The Season of Mists by Sandra Horn
Ullswater, Wikipedia |
We stay in a cosy, well-appointed converted barn with the gang involved in the commemoration, a home-from-home for us for all the years. This year was possibly the rainiest yet – even for Cumbria. It also felt like an ending. Illness and frailty mean that one couple don’t feel they can come again, and dog-minding issues mean that the others want to move to somewhere else next time – the barn is on a working farm and dogs are not welcome. Perhaps it’s time to lay it down.
Before these problems became apparent, we had some great walks, between the showers. Niall has ancestors in the little churchyard at Nine Kirks and it’s a good stroll across the fields by the river. For me, the most memorable walk was on our first evening. We’d been sitting in the car for hours and were longing to stretch our legs and get some air. There’s a riverside walk from the barn, down a steep slope and across fields to the village. It was dark and the mist was rising. The paths were wet – in fact, underwater in one place, where a new stream was coursing down the hillside. The river was heaving and threatening to burst its banks. It was magical. In the village we stopped to look over the parapet of the new bridge, towards Ullswater. We’ve been watching the progress of this bridge ever since the last lot of severe floods washed the old stone bridge away. The new one is a stainless steel, single-span, elegant structure which has facings made from the old stones on its approaches, and which was first opened by a flock of sheep being driven across it, in a nod to its early use. In contrast to the turbulence of the river we had just encountered, the lake was like glass and somehow it captured the dying light.
Photograph by Niall
I tried to record it in words too, and the feel of the misty walk by the river:
November evening,
the river noisy, wild,
challenging boundaries.
The paths slick with rain,
a mulch of fallen leaves,
ochre, sepia, umber.
On the bank, a littering
of rough-torn paper shapes -
sheep transformed by mist and dusk.
Smudged moon, one star.
The lake’s soft gleam
holding the last of the light.
‘Tout passe, tout casse’, but memories remain and in any
case, I can’t believe (don’t want to believe?) it will be the last time we walk
that river path and stand enchanted on the bridge.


▸ **Requirement**
Omit all pictures, then retype exactly the lines from the one that contains "Locate an element" through the end of the listing.

▸ **Extracted records**
/---
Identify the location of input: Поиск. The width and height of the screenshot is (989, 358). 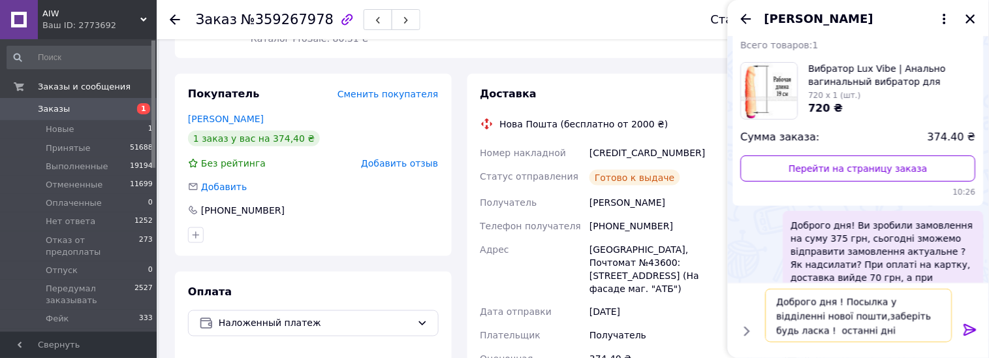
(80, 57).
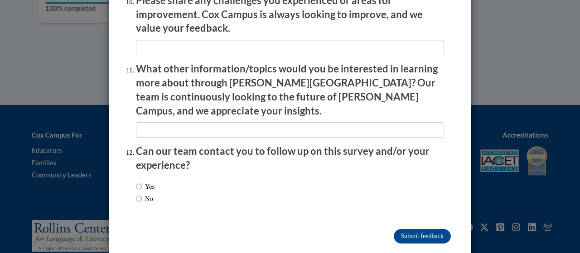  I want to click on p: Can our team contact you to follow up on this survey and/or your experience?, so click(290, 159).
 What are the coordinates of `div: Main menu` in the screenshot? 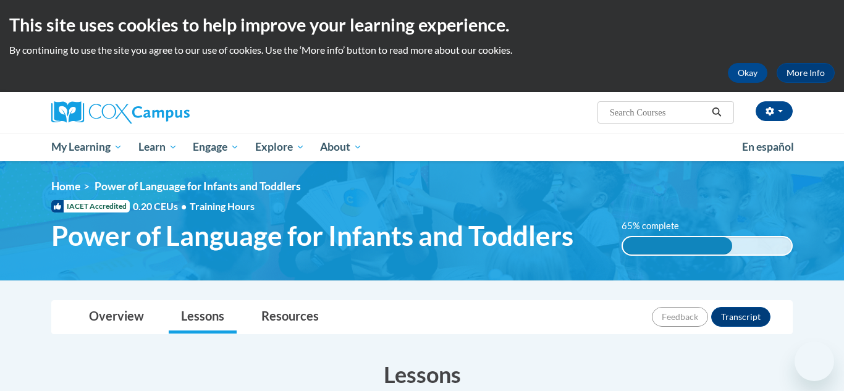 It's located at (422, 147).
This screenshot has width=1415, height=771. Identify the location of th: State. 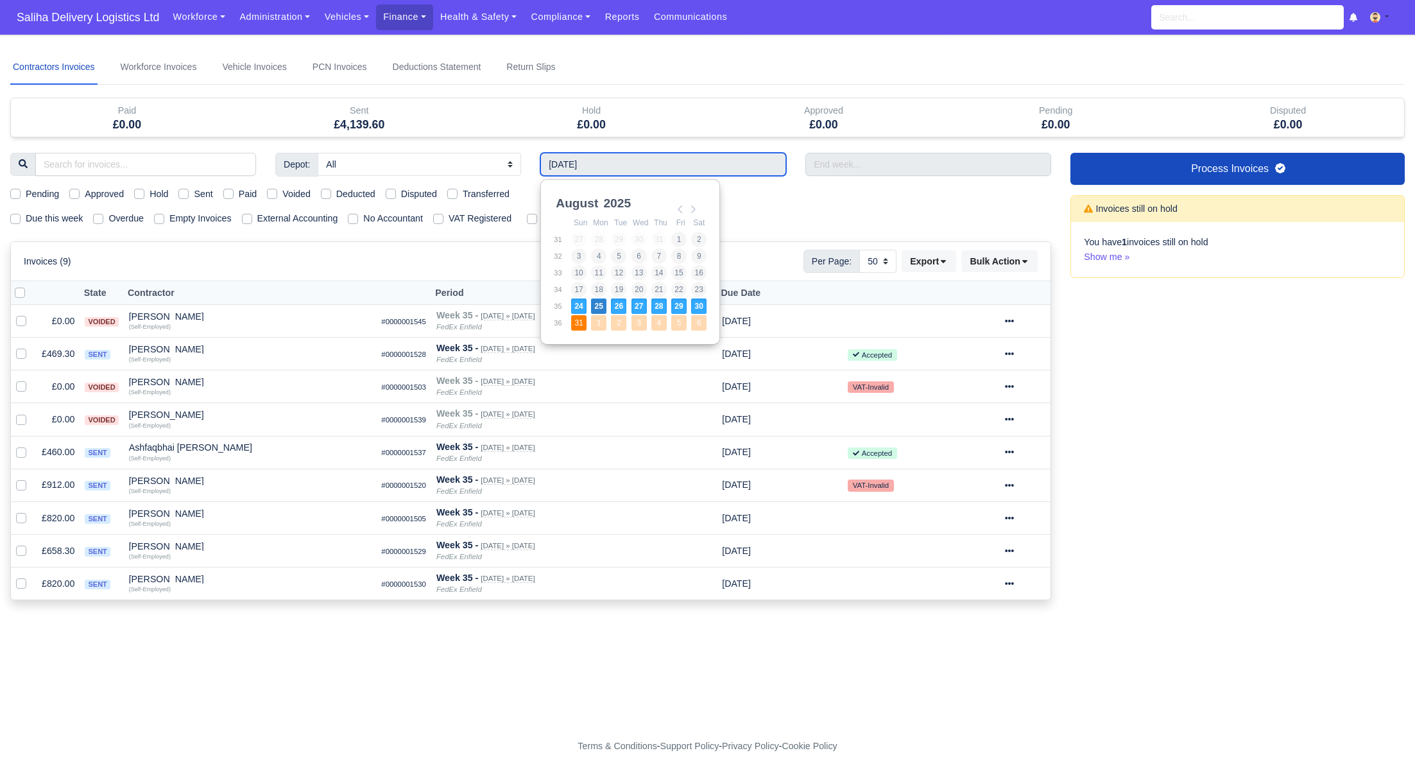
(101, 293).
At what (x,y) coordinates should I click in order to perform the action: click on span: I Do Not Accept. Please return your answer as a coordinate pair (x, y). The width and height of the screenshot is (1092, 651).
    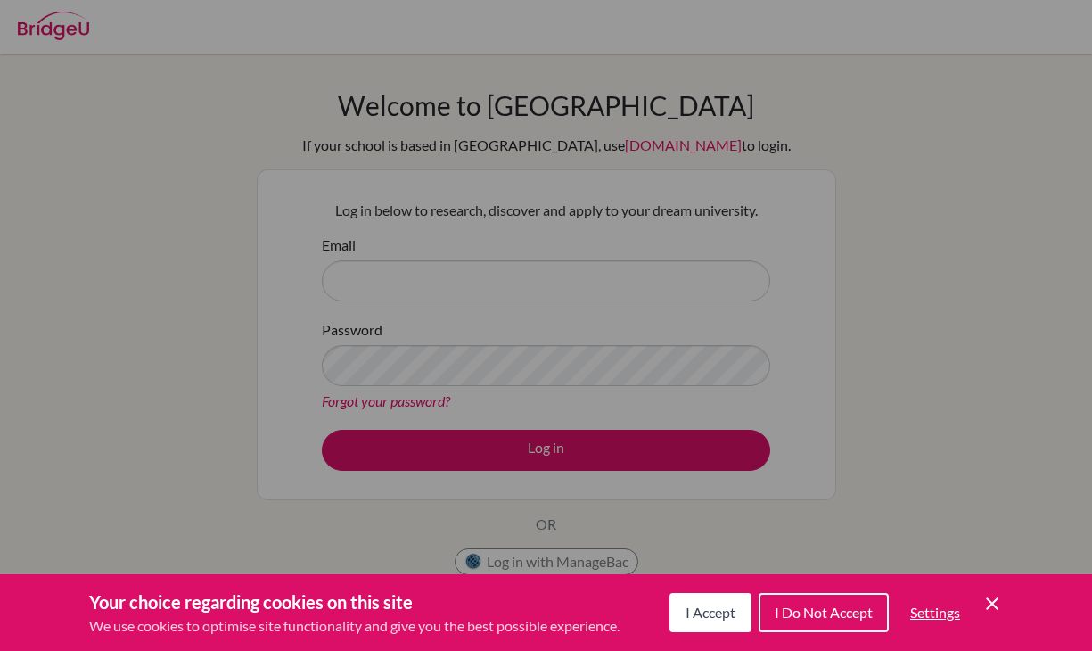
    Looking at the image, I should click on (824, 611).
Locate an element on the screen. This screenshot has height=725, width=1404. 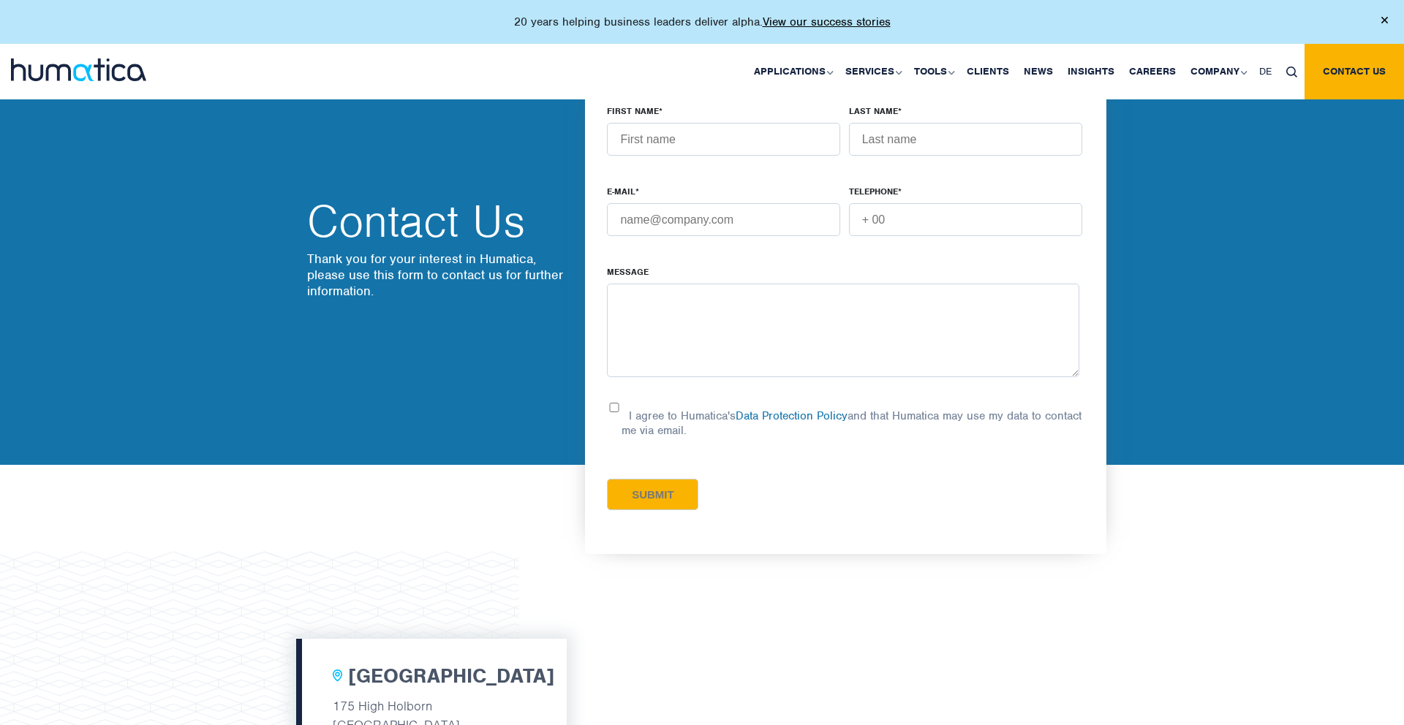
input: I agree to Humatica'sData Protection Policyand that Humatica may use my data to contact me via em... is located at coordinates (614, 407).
\---
▸ **Task result**
Locate an element on the screen. This screenshot has height=725, width=1404. 
input: I agree to Humatica'sData Protection Policyand that Humatica may use my data to contact me via em... is located at coordinates (614, 407).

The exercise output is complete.